I became a lawyer because of a story told to me about Watergate, by my uncle, Richard Cates. Cates was a lawyer from Madison. When the House started investigating Nixon, he was hired to be counsel to the House Committee on Impeachment. His job was to put together the facts supporting a case against Nixon, and convince the members of the House that those facts merited impeachment. (Working for him, just out of law school: Hillary Clinton.)
In Code and other Laws of Cyberspace, I described how he described to me the job of being a lawyer:
It is what a lawyer does, what a good lawyer does, that makes this system work. It is not the bluffing, or the outrage , or the strategies and tactics. It is something much simpler than that. What a good lawyer does is tell a story that persuades. Not by hiding the truth or exciting the emotion , but using reason, through a story, to persuade. When it works, it does something to the people who experience this persuasion. Some, for the first time in their lives, see power constrained by reason. Not by votes, not by wealth, not by who someone knows?—?but by an argument that persuades. This is the magic of our system, however rare the miracles may be.

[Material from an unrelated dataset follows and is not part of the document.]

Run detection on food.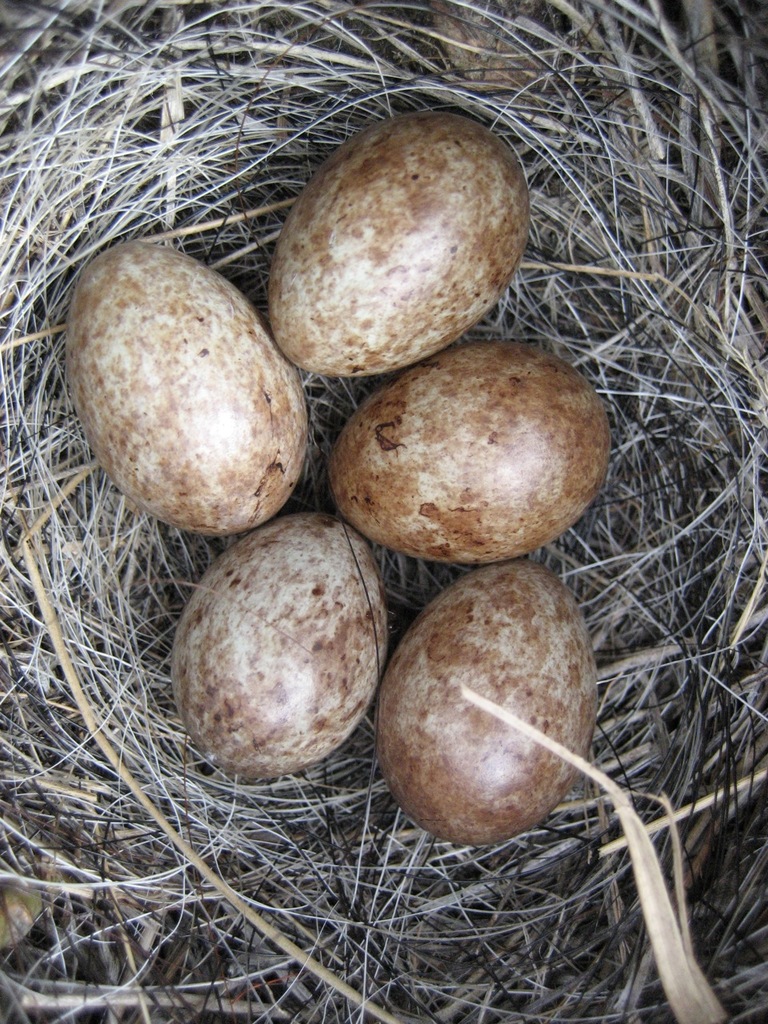
Result: 375 562 597 841.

But the part of the story he told me then that I didn’t describe there connects directly with the constitutional crisis that is brewing within America just now. Because the real magic that my uncle described to me was the effect that this work done well had on politicians. Even he was almost moved by the seriousness with which both sides considered the impeachment. There was no politics, at least as he saw it. At least with him, Democrats weren’t grandstanding and Republicans weren’t flinching from the facts they were being shown. They knew that they were engaged in the most serious job a member of Congress could have?—?because they knew that in a critical sense, the very stability of the Republic depended on them behaving as adults.